ACC’s New Fashion Incubator Follows Growth of Industry in Austin

Austin— Though small, Austin’s fashion-technology community is growing. Not only have more businesses started moving to the city, now a new program at Austin Community College is hoping to further drive innovation in the industry.

“We are looking to create a full pipeline (of resources) for promising designers,” says Nina Means, director of the newly opened Fashion Incubator at Austin Community College.

The program was launched at the end of April and provides both students and local-to-Austin fashion designers services like studio space, training, and other physical and advising resources. Students at the college can earn credits and degrees, while local designers can apply for a residency program.

The launch of the program follows notable moves by fashion-tech businesses in Austin. Since Under Armour bought Austin’s Map My Fitness six years ago for $150 million, the Baltimore-based company has established a “connected fitness” hub in Austin, where it is working to develop wearables such as “smart sneakers.” Outdoor Voices, maker of “athleisure” attire, relocated from New York to Austin in 2017. Even French fashion is taking up residence in the Texas capital: Chanel plans to build a manufacturing plant near Austin-Bergstrom International Airport.

“Fashion tech is the next stop definitely” in Austin’s startup journey, says Diana Murakhovskaya, a Houston-based investor who takes an active interest in e-commerce startups. “Austin is building a reputation in fashion.”

The ACC program is being funded with a $355,000 grant from the city of Austin and $13 million in donated equipment from Connecticut-based Gerber Technologies, which makes software and hardware designed for the apparel industry. In particular, the incubator features computer-aided design software with 3-D imaging capabilities, which enables designers to create personalized designs for individuals. The designers can “sew” patterns onto avatars made from customers’ actual measurements, Means says. “You can ‘see’ it on a person before it comes out of the digital space,” she adds.

Customization is a top goal in the e-commerce industry, namely as a way to cut down on returns, which in 2017 cost $351 billion, or about 10 percent of total retail sales, according to consultancy Appriss Retail.

Murakhovskaya says finding ways to make the supply chain more efficient in the apparel industry is another goal of fashion-tech startups.

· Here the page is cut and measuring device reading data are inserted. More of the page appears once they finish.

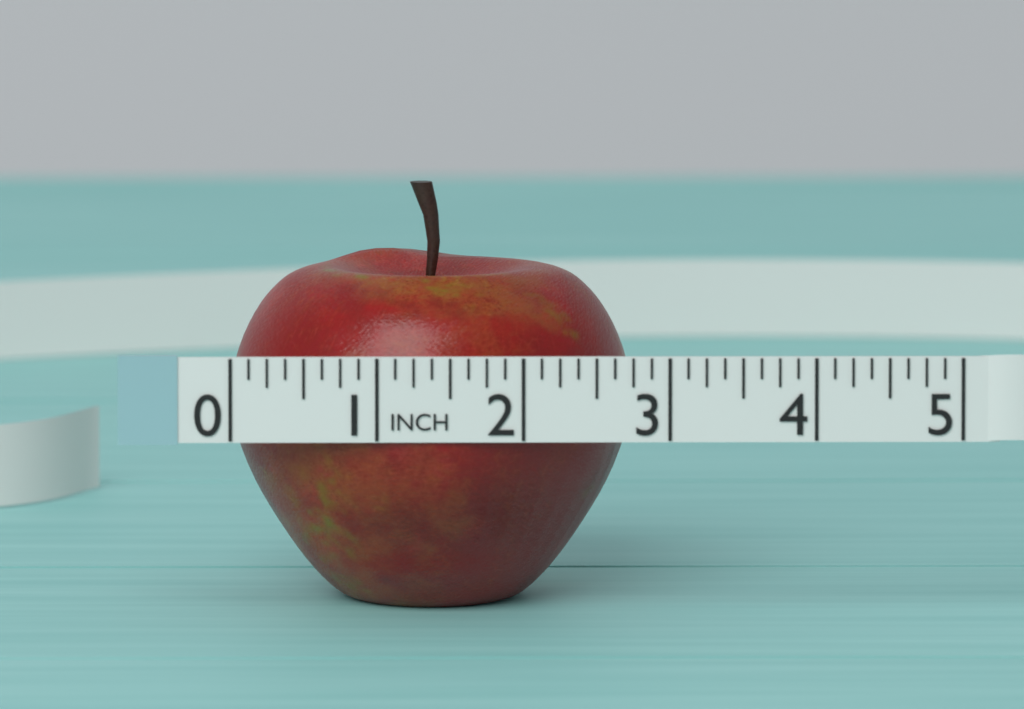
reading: 2.750 in
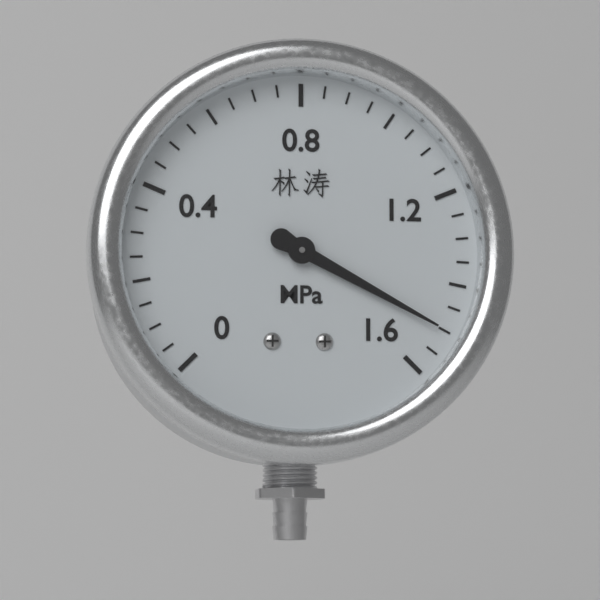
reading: 1.50 MPa
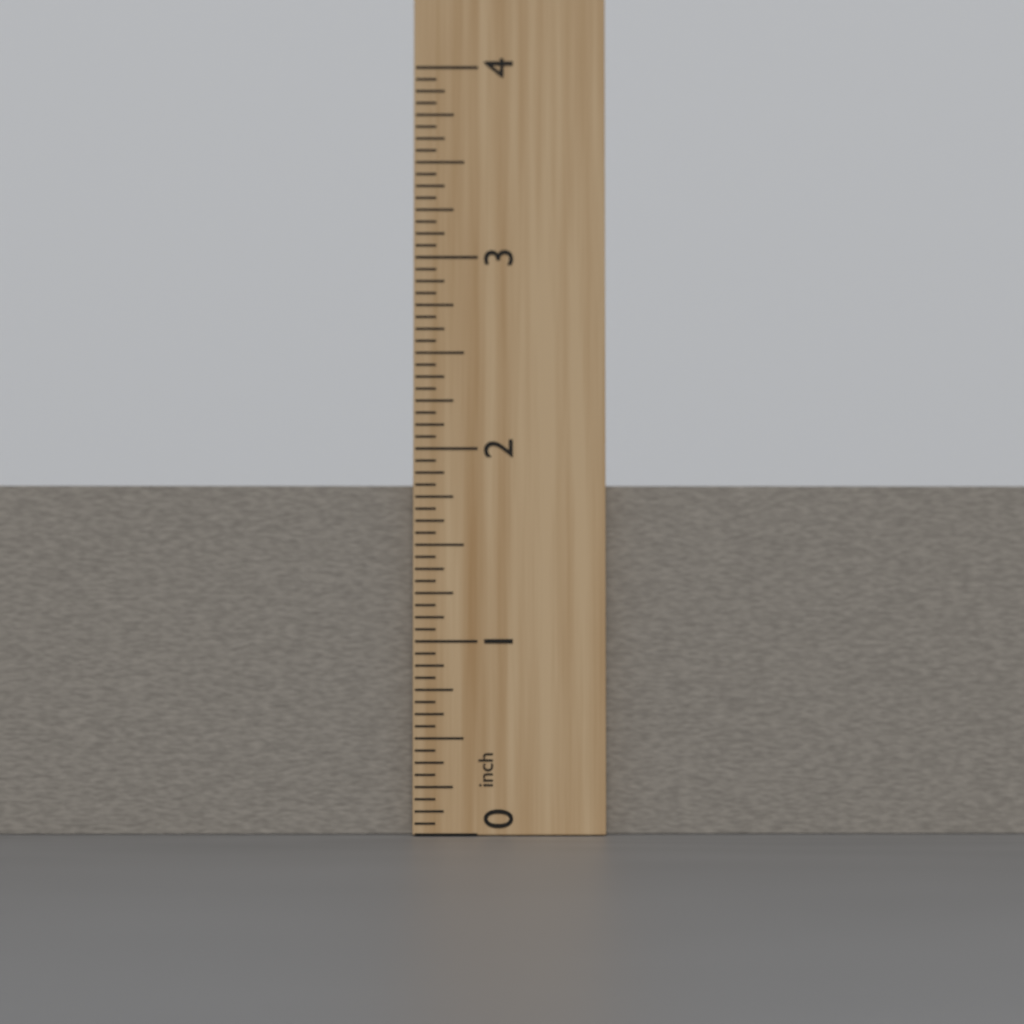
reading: 1.8125 inch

“Can they actually scale the product locally or do they have to find a relationship overseas?” she says. “Technology can help keep production local.”

Author: Angela Shah

Angela Shah was formerly the editor of Xconomy Texas. She has written about startups along a wide entrepreneurial spectrum, from Silicon Valley transplants to Austin transforming a once-sleepy university town in the '90s tech boom to 20-something women defying cultural norms as they seek to build vital IT infrastructure in a war-torn Afghanistan. As a foreign correspondent based in Dubai, her work appeared in The New York Times, TIME, Newsweek/Daily Beast and Forbes Asia. Before moving overseas, Shah was a staff writer and columnist with The Dallas Morning News and the Austin American-Statesman. She has a Bachelor's of Journalism from the University of Texas at Austin, and she is a 2007 Knight-Wallace Fellow at the University of Michigan. With the launch of Xconomy Texas, she's returned to her hometown of Houston.